• [Problem requirements]
From the listing that follows, reproduce only the lines from the one holding "Identify the location" through the one holding "What do you", both included, with no pictures.

• [Dataset extract]

********

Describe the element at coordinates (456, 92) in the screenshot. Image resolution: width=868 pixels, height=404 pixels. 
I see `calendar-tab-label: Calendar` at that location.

********

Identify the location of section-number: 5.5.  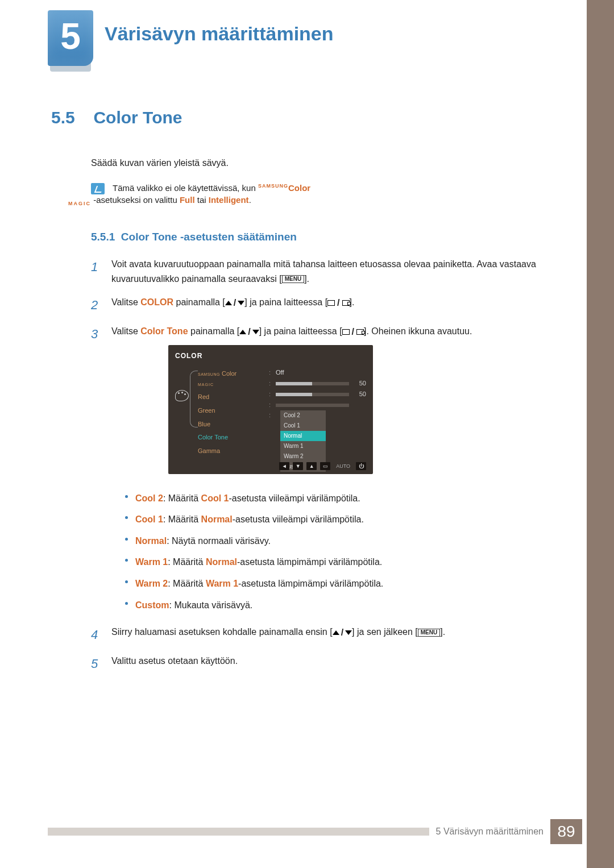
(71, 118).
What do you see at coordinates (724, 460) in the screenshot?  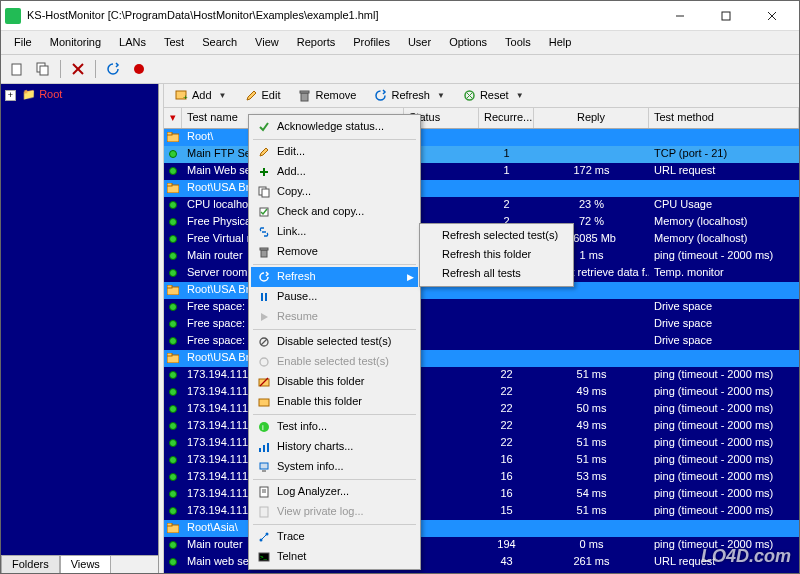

********

• [Task answer]
Identify the location of section-number: 5.5.  
(71, 118).
What do you see at coordinates (724, 460) in the screenshot?  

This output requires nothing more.